UK pays $11/gallon and their economy finds way to survive. The truth is, the gas price will continue to go higher. However, this doesn't mean the stock market will never recover. We just find new ways of thinking to readjust like the European market.

Snotwheel said...

It isn't the American way to adjust the budget to compensate. We'll just put the excess onto a credit card and lose our houses in the process.

Snotwheel said...

Is today the day for CHNR?

wube said...

The Europeans probably thought the same thing when their gas prices shot up. You would have to agree that the gas price isn't coming down anything soon or ever. Hence, sooner or later, we'd have to adjust in a way that makes sense for long term (alternative E, smaller car, move to the city, public transportation, government mandate, etc). Stock cannot be held down forever just because of the gas price will be high from now on.

Anonymous said...

No one is more dependant on their cars than the Americans, when the housing market was hot, alot of people were forced to commute further to find afforable housing, now that decision is coming back to bite them. Also, public transportation systems are better developed in Europe.

Anonymous said...

Yeah, snot I am in CHNR. Lets watch.
--clarke

Anonymous said...

8,000 to real estate taxes? I don't think the average family who makes 75K a year lives in a house over 750K. My 200K house costs me $1800 a year in real estate taxes... but your core point is valid

Anonymous said...

Don't forget to figure the brilliant "stimulus checks" into your equation...that 1200 bucks is really going to tip the scales!!

Anonymous said...

I drove accross america last summer from east to west and the gas was so cheap compared to what i pay in Canada (or Ireland for that matter) that i filling the car with the Premium stuff. America has the cheapest gas of anywhere i have ever been so the current high cost is only a matter of comparing it to what your used to. European prices are triple the prices you pay in the states and even canada is 30% higher so trust me when i say that the economy is not going to collapse on the back of higher petrol prices. Ford and GM might collape as people start to buy more efficent toyota's though. Do you know how rare a 3 litre car is in Europe? Most people drive 1.6 to 2.0 litre cars and anything bigger is considered very unusual. 3 litre+ cars are considered near unsalable due to the cost of petrol and insurance. It amazes me in the US how people frequently dont know how big thier engine is. That WILL change if prices stay up.

Iconoclast421 said...

You contradict yourself, conor. You say the US economy wont collapse if our gas prices rise to euro price levels. Then you talk about how rare 3 litre engines are in europe. Well, 3 liter engines are quite common in the US. And there is not the money to switch over to smaller engines, because of the negative savings rate.

Anonymous said...

Wow. CLF misses earnings by a lousy .04 cents and gets hammered down $12 to 156 in pre-market, and now it's up $11 @ 178! Crazy.

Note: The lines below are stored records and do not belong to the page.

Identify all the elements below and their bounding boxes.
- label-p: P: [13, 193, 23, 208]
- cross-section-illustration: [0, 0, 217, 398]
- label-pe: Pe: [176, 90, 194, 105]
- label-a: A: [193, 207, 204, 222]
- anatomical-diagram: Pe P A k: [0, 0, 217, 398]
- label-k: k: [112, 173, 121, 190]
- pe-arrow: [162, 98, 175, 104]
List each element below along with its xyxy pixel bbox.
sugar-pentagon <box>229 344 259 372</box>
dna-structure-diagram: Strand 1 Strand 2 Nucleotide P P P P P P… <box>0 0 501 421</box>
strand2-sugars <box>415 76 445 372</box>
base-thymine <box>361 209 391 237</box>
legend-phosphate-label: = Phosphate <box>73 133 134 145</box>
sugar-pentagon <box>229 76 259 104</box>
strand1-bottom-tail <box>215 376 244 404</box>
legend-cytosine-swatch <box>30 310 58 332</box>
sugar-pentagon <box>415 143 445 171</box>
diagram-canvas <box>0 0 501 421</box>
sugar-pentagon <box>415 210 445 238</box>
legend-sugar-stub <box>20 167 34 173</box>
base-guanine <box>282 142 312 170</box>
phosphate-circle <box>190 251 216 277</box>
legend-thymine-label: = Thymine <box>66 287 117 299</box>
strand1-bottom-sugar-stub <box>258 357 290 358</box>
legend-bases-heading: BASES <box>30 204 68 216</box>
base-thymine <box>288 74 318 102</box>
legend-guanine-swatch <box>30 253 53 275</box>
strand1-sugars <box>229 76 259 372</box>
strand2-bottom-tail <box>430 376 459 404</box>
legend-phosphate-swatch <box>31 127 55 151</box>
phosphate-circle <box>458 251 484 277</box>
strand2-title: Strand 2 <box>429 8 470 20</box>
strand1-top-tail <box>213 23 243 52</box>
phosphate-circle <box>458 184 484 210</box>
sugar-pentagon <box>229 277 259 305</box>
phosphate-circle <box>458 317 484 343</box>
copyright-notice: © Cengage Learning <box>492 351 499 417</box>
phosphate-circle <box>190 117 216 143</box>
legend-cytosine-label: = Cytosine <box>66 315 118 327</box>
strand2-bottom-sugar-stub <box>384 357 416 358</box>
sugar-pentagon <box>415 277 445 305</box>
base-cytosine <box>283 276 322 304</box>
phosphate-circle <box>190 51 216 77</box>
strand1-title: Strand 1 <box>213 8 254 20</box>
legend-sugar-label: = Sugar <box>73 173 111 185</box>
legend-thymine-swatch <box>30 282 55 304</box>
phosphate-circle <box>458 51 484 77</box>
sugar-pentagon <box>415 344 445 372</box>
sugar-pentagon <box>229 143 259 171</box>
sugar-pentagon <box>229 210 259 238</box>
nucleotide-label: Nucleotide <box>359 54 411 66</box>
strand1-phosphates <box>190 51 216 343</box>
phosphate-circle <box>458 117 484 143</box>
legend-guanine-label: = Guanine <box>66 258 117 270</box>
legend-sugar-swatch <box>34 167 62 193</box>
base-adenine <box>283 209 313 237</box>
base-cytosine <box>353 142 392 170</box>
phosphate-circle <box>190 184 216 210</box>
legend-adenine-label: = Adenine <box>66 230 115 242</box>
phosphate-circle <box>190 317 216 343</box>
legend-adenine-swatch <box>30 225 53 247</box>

I wanted to buy in pre-market but figured someone must know something else besides poor earnings if it was being pushed down so radically.

"Don't overthink it meat!!!!!!" (Lifted from one of the best sports movies of all time)

Craig

PS- Snot, do you ever buy or sell during pre-market?

Anonymous said...

snot, what you think of SIRI, getting some attention today.

-fleacountry

Anonymous said...

All solars going UP.
Cup and handle confirm.

Snotwheel said...

Even if the SIRI merger goes through, it doesn't create a wildly profitable company. At least not for several years. And how will they deal with Howard's upcoming retirement? He's by far their biggest draw.